Sensor Intel Series: Top CVEs in January 2023

Sensor Intel Series: Top CVEs in January 2023

Welcome to the Sensor Intel Series installment for January 2023. The purpose of this recurring monthly brief is to provide security practitioners with vulnerability targeting intelligence so that they can make better-informed decisions about patching and vulnerability remediation. The source of this intelligence is log data from a globally distributed network of passive sensors. While these sensors collect logs on all ports, we primarily focus on HTTP/S traffic on ports 80 and 443. Furthermore, this brief is largely limited to published vulnerabilities with CVE numbers, although there are a handful of non-CVE vulnerabilities that we track as well because they are particularly interesting, easy to spot, or both.


January attack traffic was particularly notable for the continuing growth of interest in CVE-2020-8958. This is an OS command injection vulnerability in several optical routers from Guangzhou VSOL. While attacker interest in this vuln has remained consistently high for most of the past year, the January traffic blew away the previous record (set last month, also by CVE-2020-8958) by nearly 50%. All other vulnerabilities experienced volumes that are more consistent with the baselines we’ve observed in the last year, leaving us to speculate about the reason behind this enormous growth.

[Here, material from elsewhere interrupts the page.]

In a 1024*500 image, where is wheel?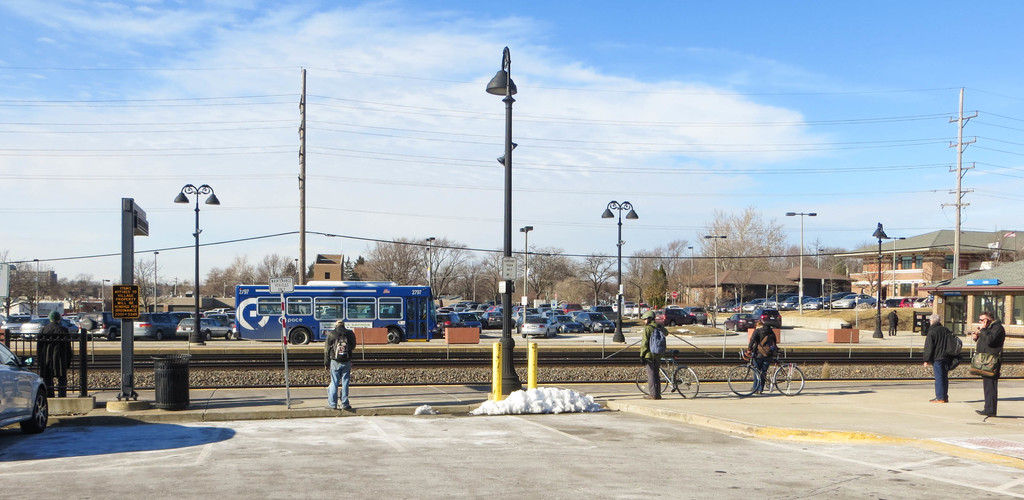
x1=671, y1=364, x2=701, y2=400.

January Vulnerabilities by the Numbers


Figure 1 shows the top ten vulnerabilities and their attack traffic in January. This really illustrates the difference between the volume of traffic attempting to exploit CVE-2020-8958 and, well, everything else. However, CVE-2020-8958 shouldn’t obscure the rapid growth of another vulnerability, the CVE-less and roughly-named “2018 JAWS Web Server Vuln.” This is an authentication bypass vulnerability in the JAWS/1.0 web server installed on several digital video recorders (DVRs).